Step-by-Step BizTalk Auto Scheduler
The following is a list of some solutions for triggering BizTalk processes based on a schedule.
I have implemented, in one way or another, most of the approaches outlined in Michael’s article above.
Sandro has created the ultimate Schedule Task solution, but often I work at customers that will not allow any custom code to run in their environment.
At a recent client, we ended up implementing an approach that uses the Scheduling features in BizTalk Server Feature Pack 1or 2 and the WCF SQL Adapter.
Ingredients:
- WCF-SQL Receive Location
- BizTalk Server Feature Pack 1, or preferably, Feature Pack 2 to support time zones
Step-By-Step
- Create a new WCF-SQL static one-way receive port and associated location.
Notice a critical element--that the Receive Pipeline is a Pass Through Receive. Do not attempt to disassemble this; we are going to throw it away.
- Create the associated Receive Location.
Now comes the tricky part… the WCF-SQL Configuration.
- Connect to a database
Go ahead and point at the BizTalk Management Database. The BizTalk Service Account always has access to this, so you won’t need to go through any security configuration.
- And the tricky part here is, create a polling data available statement that always returns a non-zero value, but never actually hits the database.
Then, create the polling statement that returns something. We don’t care what it is.
PolledDataAvailableStatement: SELECT 1 as PollData
PollingIntervalInSeconds: Set this to about 5 minutes, or something fairly large. We want only one PollStatement to occur during the polling window.
PollingStatement: Select 1 as PollStatement
Ok, so now we have a Receive location that will always fire, at the beginning of a polling window.
Later, we have to carefully make the polling window small, less than the PollingIntervalInSeconds so that it only fires once in the window.
- Now we configure the Polling Schedule. Here are the default settings.
We need to enable the Schedule. Verify that the Start date is enabled, and is a date prior to the Start that I want to set.
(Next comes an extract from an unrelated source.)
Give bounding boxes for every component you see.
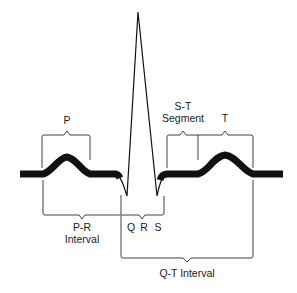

- In this example, I want this to fire every weekday, at 9:00 AM Central European Standard Time, with an adjustment for Daylight Savings Time:
Now, this schedule will fire only once, at 9:00 AM on a weekday.
The output message is a simple XML statement, that contains the value "1" from the Polling statement. You should have your downstream component fire, consume a generic XML Document, and ignore the content; just run when it receives an event from a message for BTS.ReceiveLocation == "Schedule1 Receive Port".
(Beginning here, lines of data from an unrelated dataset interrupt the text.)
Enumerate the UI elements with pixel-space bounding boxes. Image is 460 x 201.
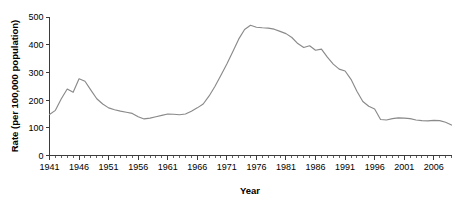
x-tick-label: 1966 — [187, 162, 207, 172]
x-tick-label: 2001 — [394, 162, 414, 172]
x-tick-label: 2006 — [424, 162, 444, 172]
x-tick-label: 1961 — [158, 162, 178, 172]
x-tick-label: 1971 — [217, 162, 237, 172]
x-tick-label: 1976 — [246, 162, 266, 172]
y-tick-label: 400 — [28, 40, 43, 50]
y-tick-label: 0 — [38, 151, 43, 161]
x-tick-label: 1986 — [306, 162, 326, 172]
x-tick-label: 1941 — [39, 162, 59, 172]
x-tick-label: 1991 — [335, 162, 355, 172]
y-axis: 0100200300400500 — [28, 12, 49, 161]
data-line-rate — [50, 25, 452, 125]
y-tick-label: 500 — [28, 12, 43, 22]
x-tick-label: 1956 — [128, 162, 148, 172]
y-tick-label: 300 — [28, 68, 43, 78]
line-chart: 0100200300400500 19411946195119561961196… — [0, 0, 460, 201]
y-tick-label: 200 — [28, 96, 43, 106]
x-tick-label: 1996 — [365, 162, 385, 172]
y-axis-title: Rate (per 100,000 population) — [9, 20, 20, 153]
x-tick-label: 1981 — [276, 162, 296, 172]
chart-container: 0100200300400500 19411946195119561961196… — [0, 0, 460, 201]
x-tick-label: 1946 — [69, 162, 89, 172]
x-axis: 1941194619511956196119661971197619811986… — [39, 156, 451, 172]
data-series-group — [50, 25, 452, 125]
x-axis-title: Year — [240, 185, 260, 196]
x-tick-label: 1951 — [99, 162, 119, 172]
y-tick-label: 100 — [28, 123, 43, 133]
I believe that this approach handles most of the requirements for scheduling events in BizTalk in a highly reliable, controlled manner.
Here is the list of scenarios from Toon’s article, and I see this approach can handle each one:
- Send a specific message every x seconds / minutes.
- Trigger a process every x seconds / minutes.
- Poll a rest endpoint every x seconds / minutes.